Fiction
Bête Noire
Tuesday, June 7, 2022 14:02 GMT. There is movement on the pathway for the first time in 113 days, six hours, four minutes, and five seconds. My motion sensitive cameras flicker on. I see Maker. Maker is not alone.
Tuesday, June 7, 2022 14:02 GMT. There is movement on the pathway for the first time in 113 days, six hours, four minutes, and five seconds. My motion sensitive cameras flicker on. I see Maker. Maker is not alone.
I had two things in mind while writing this story: anti-trans legislature targeting trans, nonbinary, gender queer, and two-spirited people and all the moments I was bullied in the bathroom as a child for not looking girl enough. If this story can do anything beyond entertain, I hope it makes you speak up and act out against bigotry in all forms.
Even before my son was born, my village had made of me a black sheep. When I was young, I would slither between the grasp of the Elders and flitter into the jungle unabated. I would storm past the hills of fire ants to leap atop the trunks of fallen trees before catching ahold of a veritable vine like some kind of red-assed macaco.
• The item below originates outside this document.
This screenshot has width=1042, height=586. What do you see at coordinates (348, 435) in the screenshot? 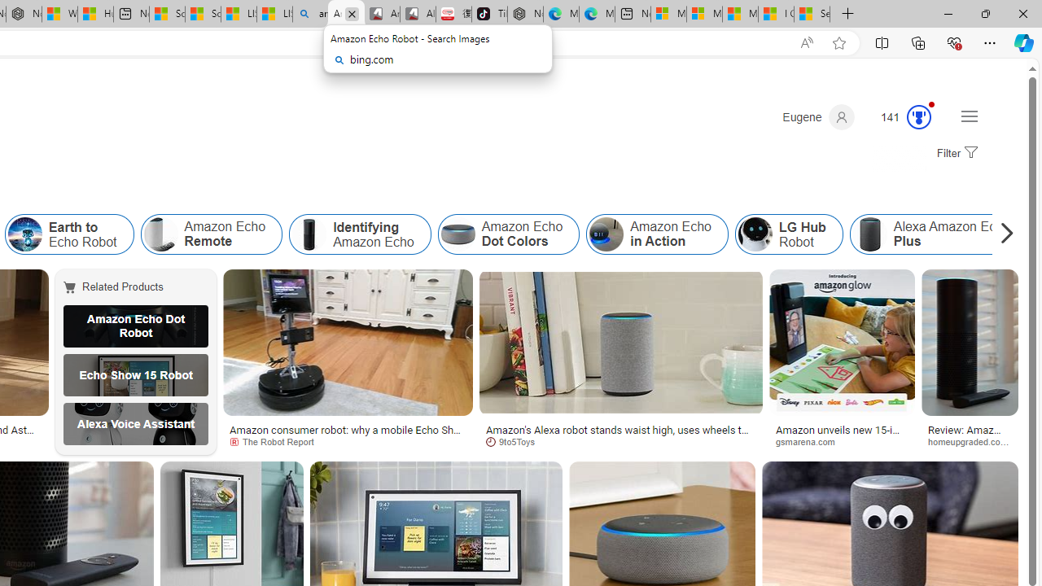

Once upon a time, there was you and there was Jonah. “Jonah!” you would call out. “Jonah, it’s me! Let me in!” But he’d never let you in. Before you turned ten, the inside of Jonah’s room remained as opaque as the inside of his thoughts. And he would always, always make you wait. You’d stand there, bouncing on your toes.
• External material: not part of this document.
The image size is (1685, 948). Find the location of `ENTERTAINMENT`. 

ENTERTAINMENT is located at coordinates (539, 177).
Dear Andy: The day I was arrested, someone bought the winning Powerball lottery ticket that was worth 1.2 billion dollars. I remember dreaming what I would have done if I had won. You might not believe me, but I’m being serious here.
I get up before dawn. Those pale-gray hours hold signs of unseen life: a trace of pungent spray, a flutter of wings, distant car doors slamming shut. Of course I attribute these to animals and early morning commuters. Sometimes I wonder if I’m wrong.
You know the one about the Gun. The Gun goes where it wants to. On Thursday morning just after recess, the Gun will walk through the front doors of Thurman Elementary, and it won’t sign in at the front office or wear a visitor’s badge.
It felt a little like fucking. Reminded Magdalene of the first time she’d ever let a boy get a hand up her skirt, long before Ben but he didn’t know that, she wore white on her wedding day. Couldn’t even remember his name, that boy, just that he’d died in The War.
“Student Living” is something of a love letter to the makeshift nature of living on a budget as a student. It’s bleary-eyed mornings and caffeine fueled nights with our faces slammed against readings and lecture notes. I wanted to write something that encompassed my love of that experience.
When the sun plunged beneath the horizon, the striations of red clouds looked like gashes raked across the sky; flayed wounds ready to rain blood on a thirsty desert. Anastasia Mendez offered her left forearm a glance. The lacerations crisscrossing her skin had mended.